This is exactly the sort of thing I would expect from them, and they will miraculously find a way to get "Standing" because everyone knows the Judiciary is infested with Liberal worms.
Add to that the Media Trumpets all continuously running stories questioning his eligibility, and even if he wins the Judicial fights, they will have so badly polluted the waters that it might cost him the election anyway.
Unlike their prostrate coma regarding Obama's legitimacy, the media will work feverishly at questioning any Republican.
But there *IS* no better choice for us. We will have to figure out how to defang both the Presstitutes and the Judicial whores.
This is exactly the sort of thing I would expect from them, and they will miraculously find a way to get "Standing" because everyone knows the Judiciary is infested with Liberal worms.
Really, there is need for any concern in this regard. The citizenship law that governs the period of Cruz' birth (1970) clearly states that, in the event of an overseas birth, American citizenship can be conveyed by a.) a single parent who has b.)resided in American for at least ten years, five of them after the age of 14.
Elizabeth Wilson Darragh Cruz easily passes the threshold.
Cruz's eligibility is your basic "open and shut case". Challenging it in a court of law would draw, at best, a guffaw, at worst, a contempt charge, from any competent jurist.
It is not difficult to gain standing.
All that is needed is a plaintiff who can demonstrate DIRECT injury from the actions of the defendant. In a candidate eligibility lawsuit, the persons with standing are the opposing candidates who were denied the office by the ineligible candidate.
The three requirements of standing:
(1) Injury-in-fact: The plaintiff must have suffered or imminently will suffer injuryan invasion of a legally protected interest that is (a) concrete and particularized, and (b) actual or imminent (that is, neither conjectural nor hypothetical; not abstract). The injury can be either economic, non-economic, or both.
(2) Causation: There must be a causal connection between the injury and the conduct complained of, so that the injury is fairly traceable to the challenged action of the defendant and not the result of the independent action of some third party who is not before the court.
And (3) Redressability: It must be likely, as opposed to merely speculative, that a favorable court decision will redress the injury.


▶ **Your objective**
Transcribe the data exactly.

▶ **Data extract**

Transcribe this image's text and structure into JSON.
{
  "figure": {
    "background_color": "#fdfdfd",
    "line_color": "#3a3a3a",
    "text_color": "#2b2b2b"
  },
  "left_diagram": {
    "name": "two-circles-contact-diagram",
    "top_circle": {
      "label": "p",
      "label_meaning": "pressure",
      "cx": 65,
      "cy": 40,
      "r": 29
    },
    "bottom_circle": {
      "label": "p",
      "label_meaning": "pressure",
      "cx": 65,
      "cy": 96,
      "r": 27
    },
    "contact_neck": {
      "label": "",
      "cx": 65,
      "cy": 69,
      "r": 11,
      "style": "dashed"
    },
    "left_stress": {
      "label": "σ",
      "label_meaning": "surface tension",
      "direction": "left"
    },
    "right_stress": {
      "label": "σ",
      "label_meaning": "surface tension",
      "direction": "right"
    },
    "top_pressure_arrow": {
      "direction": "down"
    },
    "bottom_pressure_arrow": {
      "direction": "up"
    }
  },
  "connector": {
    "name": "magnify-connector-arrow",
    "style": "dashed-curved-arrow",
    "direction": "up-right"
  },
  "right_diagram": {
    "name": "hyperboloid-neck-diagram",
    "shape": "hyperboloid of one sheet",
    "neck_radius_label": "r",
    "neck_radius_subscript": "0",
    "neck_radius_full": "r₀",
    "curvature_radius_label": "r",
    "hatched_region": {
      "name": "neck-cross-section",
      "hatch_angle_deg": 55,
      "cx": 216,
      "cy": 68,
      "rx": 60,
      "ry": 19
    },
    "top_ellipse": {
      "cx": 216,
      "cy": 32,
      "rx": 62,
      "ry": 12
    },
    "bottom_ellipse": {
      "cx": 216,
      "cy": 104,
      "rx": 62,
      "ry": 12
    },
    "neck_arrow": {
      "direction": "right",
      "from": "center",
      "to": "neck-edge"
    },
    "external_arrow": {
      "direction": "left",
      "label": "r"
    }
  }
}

▶ **Written solution**
Transcribe this image's text and structure into JSON.
{
  "figure": {
    "background_color": "#fdfdfd",
    "line_color": "#3a3a3a",
    "text_color": "#2b2b2b"
  },
  "left_diagram": {
    "name": "two-circles-contact-diagram",
    "top_circle": {
      "label": "p",
      "label_meaning": "pressure",
      "cx": 65,
      "cy": 40,
      "r": 29
    },
    "bottom_circle": {
      "label": "p",
      "label_meaning": "pressure",
      "cx": 65,
      "cy": 96,
      "r": 27
    },
    "contact_neck": {
      "label": "",
      "cx": 65,
      "cy": 69,
      "r": 11,
      "style": "dashed"
    },
    "left_stress": {
      "label": "σ",
      "label_meaning": "surface tension",
      "direction": "left"
    },
    "right_stress": {
      "label": "σ",
      "label_meaning": "surface tension",
      "direction": "right"
    },
    "top_pressure_arrow": {
      "direction": "down"
    },
    "bottom_pressure_arrow": {
      "direction": "up"
    }
  },
  "connector": {
    "name": "magnify-connector-arrow",
    "style": "dashed-curved-arrow",
    "direction": "up-right"
  },
  "right_diagram": {
    "name": "hyperboloid-neck-diagram",
    "shape": "hyperboloid of one sheet",
    "neck_radius_label": "r",
    "neck_radius_subscript": "0",
    "neck_radius_full": "r₀",
    "curvature_radius_label": "r",
    "hatched_region": {
      "name": "neck-cross-section",
      "hatch_angle_deg": 55,
      "cx": 216,
      "cy": 68,
      "rx": 60,
      "ry": 19
    },
    "top_ellipse": {
      "cx": 216,
      "cy": 32,
      "rx": 62,
      "ry": 12
    },
    "bottom_ellipse": {
      "cx": 216,
      "cy": 104,
      "rx": 62,
      "ry": 12
    },
    "neck_arrow": {
      "direction": "right",
      "from": "center",
      "to": "neck-edge"
    },
    "external_arrow": {
      "direction": "left",
      "label": "r"
    }
  }
}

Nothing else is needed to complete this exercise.